What did @alphaclubsupps actually say?
The creator's core argument is that most men on TRT should land "somewhere in the middle" of common dosing ranges, starting "south of 150 milligrams" per week, and that guys pushing 250mg are typically bodybuilders, not TRT patients. He frames TRT as a lifelong commitment requiring blood work, not guesswork.
He also takes a shot at two extremes: men who want a minimal "top up" because they're "only slightly low," and men who've been convinced by social media that 250mg weekly is a reasonable therapeutic starting point. His sign-off is essentially a soft pitch for his services, asking viewers to comment "TRT" if they want help dialing in a protocol.
The framing is more responsible than most TRT content on this platform. But there are some gaps worth examining closely.
Does the science back this up?
Broadly, yes. The clinical literature supports individualized dosing, not a one-size-fits-all number. And 250mg per week is well above what most endocrinology guidelines consider therapeutic.
The Endocrine Society's 2018 clinical practice guidelines recommend testosterone therapy titrated to bring serum testosterone into the mid-normal physiological range, roughly 400-700 ng/dL for most men, using the lowest effective dose. That's not 250mg weekly for the average hypogonadal patient. A 2020 study by Baillargeon et al. in JAMA Internal Medicine found that supraphysiological dosing is associated with elevated hematocrit, polycythemia risk, and cardiovascular strain. The creator's instinct to start conservatively and adjust based on blood work is consistent with this evidence base.
Where it gets more complicated is his claim that men should aim for "the highest level of normal that's sustainable." The phrase sounds reasonable, but "highest normal" is not a defined clinical target, and chasing the top of the reference range carries real trade-offs, including erythrocytosis and sleep apnea exacerbation (Bhasin et al., 2010, NEJM).

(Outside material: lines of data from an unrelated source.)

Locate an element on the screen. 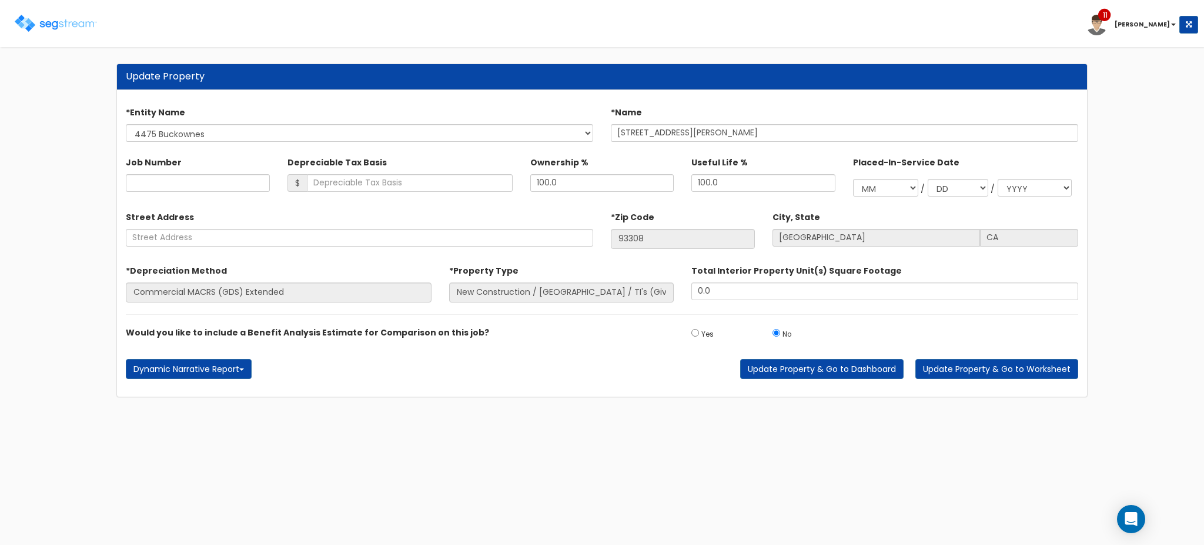 This screenshot has height=545, width=1204. button: Update Property & Go to Worksheet is located at coordinates (997, 369).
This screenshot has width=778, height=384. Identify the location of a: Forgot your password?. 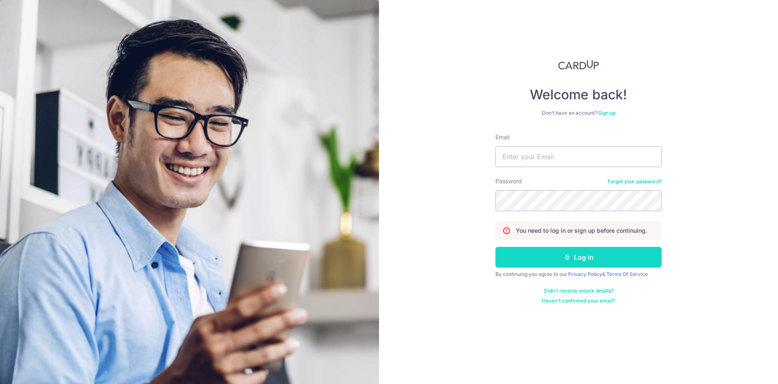
(635, 182).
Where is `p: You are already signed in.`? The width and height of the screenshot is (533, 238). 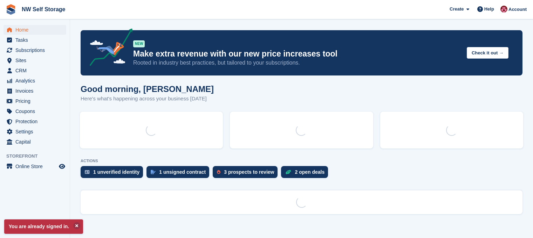 p: You are already signed in. is located at coordinates (43, 226).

What did they get wrong (or right)?
He got the big picture right. Starting south of 150mg and adjusting based on labs is a defensible clinical approach. The warning that "those guys are usually like bodybuilders" running 250mg is accurate. That dose range is pharmacological, not replacement. Credit where it's due: he's one of the few creators in this space who explicitly says "we never guess" and ties dosing to ongoing blood work monitoring.
But the phrase "highest level of normal that's sustainable" is where he slips. It sounds like optimization language, but it isn't neutral. Targeting the top quartile of normal testosterone ranges can push hematocrit into borderline territory and increase cardiovascular demands. The clinical goal for most patients is symptom resolution in the mid-normal range, not the ceiling of it.
He also doesn't mention estradiol management, which is a significant omission. Testosterone aromatizes to estrogen, and ignoring E2 is a common reason TRT protocols fail or cause side effects. For a video aimed at men considering lifelong hormone therapy, that's a gap.
What should you actually know?
TRT dosing is genuinely individual, but it isn't a free variable you optimize upward indefinitely. Here's what the evidence actually says.
- Standard therapeutic doses of testosterone cypionate or enanthate in clinical practice typically range from 50mg to 100mg weekly via injection, or equivalent transdermal delivery. Some men need more. Few need 200mg or above for true replacement purposes.
- Serum testosterone levels alone don't tell the full story. Free testosterone, sex hormone-binding globulin (SHBG), estradiol, hematocrit, and PSA are all part of responsible monitoring (Mulhall et al., 2018, Journal of Urology).
- "Optimization" is a marketing term as much as a clinical one. The Endocrine Society does not recommend titrating to the top of the normal range as a blanket goal.
- Lifelong commitment is real. Exogenous testosterone suppresses the hypothalamic-pituitary-gonadal axis. Fertility and natural production are affected, sometimes permanently at higher doses.
- Anyone selling you a protocol in a TikTok comment section, including this creator, is not your doctor. Blood work through a licensed provider is not optional, it's the baseline.
The bottom line
This video is more grounded than most TRT content on TikTok, and the creator's emphasis on individualization and lab monitoring reflects real clinical thinking. But the "highest level of normal" framing overstates what evidence supports as a universal goal, and the omission of estradiol, hematocrit monitoring, and fertility considerations leaves viewers with an incomplete picture of what lifelong testosterone therapy actually involves.